Eminent domain to seize “The Interview”?

It’s being suggested, in the wake of widespread outrage over the yanking of the film under threat, but please: let’s not run the whole country like the state of Maryland.

Also on the Sony affair, from @conor64: “Failure to release The Interview is less a sign of corporate cowardice than overbroad liability laws that would let people sue after attack.”

7 Comments

  • Is it possible that Sony might yet release this picture and that with all the free publicity it’s received, exceed its wildest expectations of box office receipts?

  • Don’t forget that families of victims at the Colorado movie theater killings sued the theater chain, alleging that they should have foreseen this possibility and taken necessary precautions. I don’t recall any outrage from the usual left of center types over this action. Now that there is a case where there was a direct threat aimed at theaters that showed The Interview, why shouldn’t they have chosen to cancel showings?

  • I have been making a similar proposal to Prof. Magliocca’s:

    Leaving Sony to twist in the wind will send a message to the rest of the American press not to offend the World’s other evildoers. Today we lose a frothy comedy, but serious reporting would be next. We see the model in current reporting from Gaza: sturdy denials from all but a few brave souls of Hamas’s human shield tactics.

    (1) Following the 9-11 example, Congress should set up a fund to compensate Sony, their clients, and others for substantive losses. Apart from that, our court system should be closed, especially to lawsuits citing failure to humor thugs as “negligence.”

    (1a) Some might claim that Sony deserves to be sued anyways for substandard security. We should not go down that road unless Sony was blatantly below the standards of their industry. Otherwise, we might encourage other media companies to appease thugs as a cheaper alternative to upgrading their security.

    (1b) As part of the settlement, the US government can seize reprint rights of the film by eminent domain, and distribute it at will.

  • We are now seeing the opposite side of the same coin vis how to deal with tyrants.
    Recall how CNN was oh so cozy with Saddam Hussein, so that CNN reporters could report from Baghdad and were getting access and exclusive interviews. The fact that Saddam’s regime was dictating the propaganda to CNN was, well, sort of swept under the rug. That relationship provided ammunition that lefties used against President Bush.
    Now that a tyrant is using a different tactic, one that affects the livelihood of those same lefties, well, not so cozy a relationship now, is it?

  • Seizure using eminent domains presents freedom of speech issues, but I see no objection to the government paying Sony to dedicate the film to the public domain.

    Also, there is predcedent for the government assuming liability in order to get a private company to act. The pharmaceutical companies were reluctant to produce the swine flu vaccine in 1976 due to liability concerns so the federal government assumed liability for bad reactions.

  • @Hugo: Your ideas seem almost contradictory. You don’t want to give media companies “cheaper alternatives to upgrading their security”, yet you want to bail them out when their security is breached? And you’d have the United States bail out a Japanese company for an action taken by North Korea?

    Also, it would only be eminent domain if the movie was taken from Sony against their wishes (if Sony agreed to this as a condition of a bailout, it would essentially just be a sale.) I cannot fathom how such an action could possibly be appropriate.

  • @David–

    I am proposing a “friendly” eminent domain seizure (with the Fifth Amendment guarantee of “just compensation”), to give Sony a “force majeure” excuse to dodge continuing censorship demands from North Korea.

    Sony is more than just “a Japanese company”: it is also one of America’s largest media companies. North Korea is an old enemy with lots of American blood on its hands.

    The specific “cheap alternative” to state-of-the-art security for media companies that I wish to obviate is to become tame servants of the world’s thugs. Note also that under current US tort law, even “state of the art” is not an adequate defense for liability, once it is breached.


## PROBLEM TO SOLVE:
When a line in the records contains the string "Privacy", copy that line.

## EXTRACTED ENTRIES:

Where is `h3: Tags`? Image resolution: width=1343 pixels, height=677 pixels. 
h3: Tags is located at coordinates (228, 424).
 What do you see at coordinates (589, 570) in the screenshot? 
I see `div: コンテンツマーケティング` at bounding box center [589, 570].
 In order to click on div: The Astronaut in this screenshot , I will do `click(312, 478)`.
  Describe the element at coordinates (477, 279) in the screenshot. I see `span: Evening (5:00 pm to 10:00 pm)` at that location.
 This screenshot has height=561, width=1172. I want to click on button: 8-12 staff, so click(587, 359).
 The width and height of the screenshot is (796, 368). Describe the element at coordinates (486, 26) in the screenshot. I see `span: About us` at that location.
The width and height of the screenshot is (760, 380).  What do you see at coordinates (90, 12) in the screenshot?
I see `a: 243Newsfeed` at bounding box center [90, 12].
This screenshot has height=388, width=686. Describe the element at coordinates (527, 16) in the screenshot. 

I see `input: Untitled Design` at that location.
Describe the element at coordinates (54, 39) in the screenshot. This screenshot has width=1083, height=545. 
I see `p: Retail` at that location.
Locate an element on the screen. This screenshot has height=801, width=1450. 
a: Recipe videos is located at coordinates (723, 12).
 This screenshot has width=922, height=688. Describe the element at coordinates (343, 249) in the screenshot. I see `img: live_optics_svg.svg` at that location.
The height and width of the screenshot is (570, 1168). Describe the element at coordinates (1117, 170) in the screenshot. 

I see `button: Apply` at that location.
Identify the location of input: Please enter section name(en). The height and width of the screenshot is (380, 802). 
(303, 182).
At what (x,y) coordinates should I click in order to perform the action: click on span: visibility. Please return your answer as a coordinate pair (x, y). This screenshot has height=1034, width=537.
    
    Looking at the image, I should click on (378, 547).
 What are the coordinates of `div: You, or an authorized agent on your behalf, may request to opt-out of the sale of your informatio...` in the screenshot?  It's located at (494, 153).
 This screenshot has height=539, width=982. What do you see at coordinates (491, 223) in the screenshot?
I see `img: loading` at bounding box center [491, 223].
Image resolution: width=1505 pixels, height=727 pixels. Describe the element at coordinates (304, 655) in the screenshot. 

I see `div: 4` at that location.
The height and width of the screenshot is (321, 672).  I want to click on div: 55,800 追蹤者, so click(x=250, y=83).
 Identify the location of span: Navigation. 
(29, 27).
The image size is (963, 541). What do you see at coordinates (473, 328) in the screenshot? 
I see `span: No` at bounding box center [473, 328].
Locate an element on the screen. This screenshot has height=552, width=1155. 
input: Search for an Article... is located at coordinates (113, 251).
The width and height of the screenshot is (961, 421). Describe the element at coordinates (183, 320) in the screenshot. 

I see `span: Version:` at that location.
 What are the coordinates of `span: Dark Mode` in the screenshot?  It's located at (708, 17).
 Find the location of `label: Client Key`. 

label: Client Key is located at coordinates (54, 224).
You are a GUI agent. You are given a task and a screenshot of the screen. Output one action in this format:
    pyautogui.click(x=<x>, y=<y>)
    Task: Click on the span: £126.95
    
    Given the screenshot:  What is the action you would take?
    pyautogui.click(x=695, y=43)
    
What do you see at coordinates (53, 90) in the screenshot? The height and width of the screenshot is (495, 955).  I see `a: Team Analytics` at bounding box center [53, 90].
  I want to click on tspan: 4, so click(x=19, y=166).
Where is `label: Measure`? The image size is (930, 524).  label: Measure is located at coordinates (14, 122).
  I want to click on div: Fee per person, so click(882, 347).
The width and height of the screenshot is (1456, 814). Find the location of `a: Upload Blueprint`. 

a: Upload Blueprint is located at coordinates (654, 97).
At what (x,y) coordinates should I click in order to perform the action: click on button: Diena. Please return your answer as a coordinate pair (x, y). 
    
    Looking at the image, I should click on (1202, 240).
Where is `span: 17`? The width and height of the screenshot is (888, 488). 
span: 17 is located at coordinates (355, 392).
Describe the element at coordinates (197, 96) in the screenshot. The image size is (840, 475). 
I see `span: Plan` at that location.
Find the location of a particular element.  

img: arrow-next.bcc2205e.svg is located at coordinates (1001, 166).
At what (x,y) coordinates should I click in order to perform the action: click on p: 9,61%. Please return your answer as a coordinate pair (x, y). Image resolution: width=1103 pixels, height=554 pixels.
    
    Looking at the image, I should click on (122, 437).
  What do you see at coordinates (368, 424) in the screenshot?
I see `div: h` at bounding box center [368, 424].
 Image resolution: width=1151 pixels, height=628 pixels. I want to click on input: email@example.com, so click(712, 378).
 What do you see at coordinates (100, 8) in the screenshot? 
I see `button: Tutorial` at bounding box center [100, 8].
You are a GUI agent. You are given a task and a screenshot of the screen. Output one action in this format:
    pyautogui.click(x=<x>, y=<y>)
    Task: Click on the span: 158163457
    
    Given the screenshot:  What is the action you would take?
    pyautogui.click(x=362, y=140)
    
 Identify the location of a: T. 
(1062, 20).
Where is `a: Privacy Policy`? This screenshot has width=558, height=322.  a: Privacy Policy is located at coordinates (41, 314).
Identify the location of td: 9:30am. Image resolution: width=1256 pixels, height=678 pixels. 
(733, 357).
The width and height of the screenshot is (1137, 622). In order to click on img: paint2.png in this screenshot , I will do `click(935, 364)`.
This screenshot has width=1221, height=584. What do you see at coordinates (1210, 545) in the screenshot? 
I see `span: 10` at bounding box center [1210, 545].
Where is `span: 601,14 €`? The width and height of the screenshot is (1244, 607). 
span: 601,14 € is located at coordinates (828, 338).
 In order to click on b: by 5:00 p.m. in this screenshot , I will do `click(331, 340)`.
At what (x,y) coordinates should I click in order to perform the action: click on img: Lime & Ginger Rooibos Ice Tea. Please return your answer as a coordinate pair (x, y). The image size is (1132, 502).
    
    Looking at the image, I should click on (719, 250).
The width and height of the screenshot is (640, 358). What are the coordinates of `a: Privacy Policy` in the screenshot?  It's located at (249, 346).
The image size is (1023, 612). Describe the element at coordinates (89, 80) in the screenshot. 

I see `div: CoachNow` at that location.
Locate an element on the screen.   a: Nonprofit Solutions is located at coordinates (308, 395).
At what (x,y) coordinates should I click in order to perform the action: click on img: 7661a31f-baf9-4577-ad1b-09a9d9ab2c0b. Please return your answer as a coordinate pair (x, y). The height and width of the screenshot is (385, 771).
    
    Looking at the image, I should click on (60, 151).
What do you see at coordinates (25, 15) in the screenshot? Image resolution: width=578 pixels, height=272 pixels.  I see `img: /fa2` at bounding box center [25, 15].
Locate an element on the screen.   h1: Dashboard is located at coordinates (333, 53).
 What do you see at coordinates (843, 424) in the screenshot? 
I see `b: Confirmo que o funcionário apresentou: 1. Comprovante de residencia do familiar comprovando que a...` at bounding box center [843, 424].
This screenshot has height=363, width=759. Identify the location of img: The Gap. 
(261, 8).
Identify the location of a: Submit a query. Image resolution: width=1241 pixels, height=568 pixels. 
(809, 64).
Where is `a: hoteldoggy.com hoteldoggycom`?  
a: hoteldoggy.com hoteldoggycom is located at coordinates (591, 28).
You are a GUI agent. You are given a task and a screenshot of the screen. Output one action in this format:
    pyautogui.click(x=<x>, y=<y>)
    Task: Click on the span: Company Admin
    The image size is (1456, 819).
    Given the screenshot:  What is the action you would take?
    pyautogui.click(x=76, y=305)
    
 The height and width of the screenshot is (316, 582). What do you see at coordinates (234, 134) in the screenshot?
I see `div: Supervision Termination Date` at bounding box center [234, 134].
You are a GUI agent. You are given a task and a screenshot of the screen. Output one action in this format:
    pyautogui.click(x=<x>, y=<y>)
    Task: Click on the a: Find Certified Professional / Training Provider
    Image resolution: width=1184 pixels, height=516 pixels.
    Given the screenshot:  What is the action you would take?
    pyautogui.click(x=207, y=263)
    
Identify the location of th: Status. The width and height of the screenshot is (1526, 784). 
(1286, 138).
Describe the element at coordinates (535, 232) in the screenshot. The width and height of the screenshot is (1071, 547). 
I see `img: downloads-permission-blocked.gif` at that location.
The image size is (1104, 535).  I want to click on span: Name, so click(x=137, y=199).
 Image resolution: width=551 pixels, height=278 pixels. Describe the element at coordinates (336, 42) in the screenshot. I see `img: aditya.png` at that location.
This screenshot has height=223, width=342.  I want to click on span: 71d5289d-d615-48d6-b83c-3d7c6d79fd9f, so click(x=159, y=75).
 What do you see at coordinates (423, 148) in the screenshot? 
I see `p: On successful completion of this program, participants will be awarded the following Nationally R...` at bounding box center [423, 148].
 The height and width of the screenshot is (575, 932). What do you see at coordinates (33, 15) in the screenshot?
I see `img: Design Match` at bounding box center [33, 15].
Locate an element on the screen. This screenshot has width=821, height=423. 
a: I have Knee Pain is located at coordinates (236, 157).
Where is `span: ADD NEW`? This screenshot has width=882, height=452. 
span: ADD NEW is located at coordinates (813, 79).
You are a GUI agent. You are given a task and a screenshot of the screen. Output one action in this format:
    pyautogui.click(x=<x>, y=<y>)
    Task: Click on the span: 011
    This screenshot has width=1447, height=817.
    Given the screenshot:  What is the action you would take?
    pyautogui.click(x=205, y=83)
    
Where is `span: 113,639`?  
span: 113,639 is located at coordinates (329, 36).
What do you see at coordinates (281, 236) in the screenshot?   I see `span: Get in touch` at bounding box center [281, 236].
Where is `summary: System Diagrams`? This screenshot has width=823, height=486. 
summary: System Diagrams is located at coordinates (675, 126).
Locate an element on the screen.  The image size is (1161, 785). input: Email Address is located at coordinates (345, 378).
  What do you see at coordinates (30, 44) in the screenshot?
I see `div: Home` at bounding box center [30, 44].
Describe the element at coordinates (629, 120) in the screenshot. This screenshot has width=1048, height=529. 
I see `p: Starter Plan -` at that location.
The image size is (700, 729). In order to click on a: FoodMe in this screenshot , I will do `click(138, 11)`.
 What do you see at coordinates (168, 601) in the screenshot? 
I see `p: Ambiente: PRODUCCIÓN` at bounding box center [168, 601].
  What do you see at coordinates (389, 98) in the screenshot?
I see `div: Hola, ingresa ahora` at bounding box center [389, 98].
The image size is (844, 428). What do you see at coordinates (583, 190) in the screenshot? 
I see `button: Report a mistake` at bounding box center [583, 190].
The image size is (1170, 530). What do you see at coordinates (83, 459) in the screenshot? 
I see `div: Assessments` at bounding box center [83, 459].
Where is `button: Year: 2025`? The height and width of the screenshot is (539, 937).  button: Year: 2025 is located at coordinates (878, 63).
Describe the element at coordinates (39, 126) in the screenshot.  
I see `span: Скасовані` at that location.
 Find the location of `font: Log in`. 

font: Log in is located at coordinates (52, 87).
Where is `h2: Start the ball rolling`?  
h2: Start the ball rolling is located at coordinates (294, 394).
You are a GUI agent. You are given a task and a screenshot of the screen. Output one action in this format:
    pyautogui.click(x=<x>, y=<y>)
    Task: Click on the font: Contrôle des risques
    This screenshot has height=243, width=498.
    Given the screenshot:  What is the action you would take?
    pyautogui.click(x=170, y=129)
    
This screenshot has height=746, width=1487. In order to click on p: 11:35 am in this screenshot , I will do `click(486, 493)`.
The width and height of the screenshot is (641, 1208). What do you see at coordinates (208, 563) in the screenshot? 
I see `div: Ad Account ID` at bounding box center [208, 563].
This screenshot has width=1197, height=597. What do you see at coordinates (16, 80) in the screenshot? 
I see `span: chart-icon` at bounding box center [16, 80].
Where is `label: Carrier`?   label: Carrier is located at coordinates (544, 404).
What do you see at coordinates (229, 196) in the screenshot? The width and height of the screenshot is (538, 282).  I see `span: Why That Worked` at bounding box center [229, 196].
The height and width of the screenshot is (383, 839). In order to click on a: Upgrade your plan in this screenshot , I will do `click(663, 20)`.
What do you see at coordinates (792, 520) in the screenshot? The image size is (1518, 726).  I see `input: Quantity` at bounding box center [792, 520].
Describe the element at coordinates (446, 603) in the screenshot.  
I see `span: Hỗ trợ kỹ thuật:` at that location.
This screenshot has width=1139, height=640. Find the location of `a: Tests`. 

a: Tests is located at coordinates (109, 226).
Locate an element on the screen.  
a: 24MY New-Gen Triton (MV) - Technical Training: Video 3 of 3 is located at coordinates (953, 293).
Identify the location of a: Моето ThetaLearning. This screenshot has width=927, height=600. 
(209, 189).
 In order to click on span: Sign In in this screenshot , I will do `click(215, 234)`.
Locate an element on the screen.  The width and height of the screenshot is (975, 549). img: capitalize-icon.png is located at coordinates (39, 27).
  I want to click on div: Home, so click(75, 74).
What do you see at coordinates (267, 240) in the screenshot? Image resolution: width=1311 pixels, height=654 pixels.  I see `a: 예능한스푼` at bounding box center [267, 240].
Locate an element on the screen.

## RESPONSE AREA:
Where is `a: Privacy Policy`? This screenshot has width=558, height=322.  a: Privacy Policy is located at coordinates (41, 314).
The width and height of the screenshot is (640, 358). What are the coordinates of `a: Privacy Policy` in the screenshot?  It's located at (249, 346).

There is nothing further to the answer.